Author Anne Chesky Smith weaves together varying accounts of the murder and investigation to expose a complex and disturbing chapter in Asheville's history.
NCA&T vs. NCCU
9781467108812
Regular price $24.99 Save Liquid error (snippets/product-template line 248): Computation results in '-Infinity'%The Lost Colony and Hatteras Island
9781467144339
Regular price $23.99 Save Liquid error (snippets/product-template line 248): Computation results in '-Infinity'%For over 400 years, the mystery of Roanoke's "Lost Colony" has puzzled historians and spawned conspiracies--until now.
New discoveries link the lost colony of Roanoke to Hatteras Island.

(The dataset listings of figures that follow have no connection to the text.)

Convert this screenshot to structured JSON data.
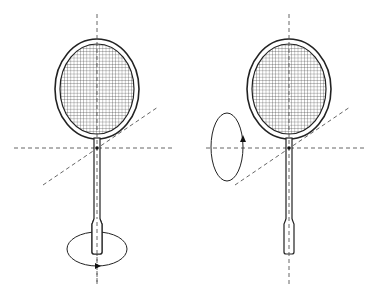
{
  "figure": {
    "width": 369,
    "height": 295,
    "background": "#ffffff",
    "stroke_color": "#222222",
    "axis_color": "#555555"
  },
  "panels": [
    {
      "id": "left",
      "racket": {
        "axis_x": 97,
        "head": {
          "cx": 97,
          "cy": 89,
          "rx_outer": 42,
          "ry_outer": 50,
          "rx_inner": 37,
          "ry_inner": 45
        },
        "shaft": {
          "x1": 94,
          "x2": 100,
          "y_top": 138,
          "y_bottom": 222
        },
        "handle": {
          "x1": 92,
          "x2": 102,
          "y_top": 222,
          "y_bottom": 254
        }
      },
      "axes": {
        "vertical": {
          "x": 97,
          "y1": 14,
          "y2": 285
        },
        "horizontal": {
          "y": 148,
          "x1": 14,
          "x2": 172
        },
        "diagonal": {
          "x1": 43,
          "y1": 185,
          "x2": 158,
          "y2": 107
        }
      },
      "pivot": {
        "x": 97,
        "y": 148
      },
      "rotation": {
        "type": "horizontal-ellipse",
        "cx": 97,
        "cy": 249,
        "rx": 30,
        "ry": 17,
        "arrow_direction": "right",
        "arrow_at": "bottom"
      }
    },
    {
      "id": "right",
      "racket": {
        "axis_x": 289,
        "head": {
          "cx": 289,
          "cy": 89,
          "rx_outer": 42,
          "ry_outer": 50,
          "rx_inner": 37,
          "ry_inner": 45
        },
        "shaft": {
          "x1": 286,
          "x2": 292,
          "y_top": 138,
          "y_bottom": 222
        },
        "handle": {
          "x1": 284,
          "x2": 294,
          "y_top": 222,
          "y_bottom": 254
        }
      },
      "axes": {
        "vertical": {
          "x": 289,
          "y1": 14,
          "y2": 285
        },
        "horizontal": {
          "y": 148,
          "x1": 206,
          "x2": 364
        },
        "diagonal": {
          "x1": 235,
          "y1": 185,
          "x2": 350,
          "y2": 107
        }
      },
      "pivot": {
        "x": 289,
        "y": 148
      },
      "rotation": {
        "type": "vertical-ellipse",
        "cx": 227,
        "cy": 147,
        "rx": 16,
        "ry": 34,
        "arrow_direction": "up",
        "arrow_at": "right"
      }
    }
  ]
}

The legend of the Lost Colony has been captivating imaginations for nearly a century. When they left Roanoke Island, where did they go? What is the meaning of the mysterious word Croatoan? In the sixteenth century, Croatoan was the name of an island to the south now known as Hatteras. Scholars have long considered the island as one of the colonists' possible destinations, but only recently has anyone set out to prove it. Archaeologists from the University of Bristol, working with local residents through the Croatoan Archaeological Society, have uncovered tantalizing clues to the fate of the colony.
Hatteras native and amateur archaeologist Scott Dawson compiles what scholars know about the Lost Colony along with what scholars have found beneath the soil of Hatteras.
Celebrating Southern Appalachian Food
9781467152778
Regular price $23.99 Save Liquid error (snippets/product-template line 248): Computation results in '-Infinity'%Biltmore Estate
9780738517490
Regular price $23.99 Save Liquid error (snippets/product-template line 248): Computation results in '-Infinity'%The breathtaking Biltmore Estate in Asheville, North Carolina, has captured the fascination of people everywhere for over 100 years.
Created in the 1890s by George Washington Vanderbilt, a member of one of America's wealthiest families, the estate combined a 250-room French Renaissance-style chateau with 125,000 acres of gardens, forests, and working farms. Biltmore House served as Vanderbilt's primary residence for almost 20 years. After Mr. Vanderbilt's death in 1914, life at Biltmore continued for his wife Edith and daughter Cornelia. In 1930, Cornelia Vanderbilt Cecil and her husband, Hon. John Francis Amherst Cecil, opened Biltmore House - the largest private home in the United States - to the public, firmly establishing the Asheville area as a major tourist destination.
The Lost Colony Murder on the Outer Banks
9781467147392
Regular price $23.99 Save Liquid error (snippets/product-template line 248): Computation results in '-Infinity'%In the summer of 1967, 19 year old Brenda Joyce Holland disappeared.
A mountain girl who had come to Manteo to work on The Lost Colony, Brenda's body was found three days later, floating in the Sound. This riveting narrative, built on unique access to state investigative files and multiple interviews with insiders, searches for the truth of the unsolved murder. This island odyssey of discovery includes séances, a suicide, and a supposed shallow grave.
Journalist John Railey cuts through the myths and misdirections to finally arrive at the long-hidden truth of what happened to Brenda Holland that summer on Roanoke Island.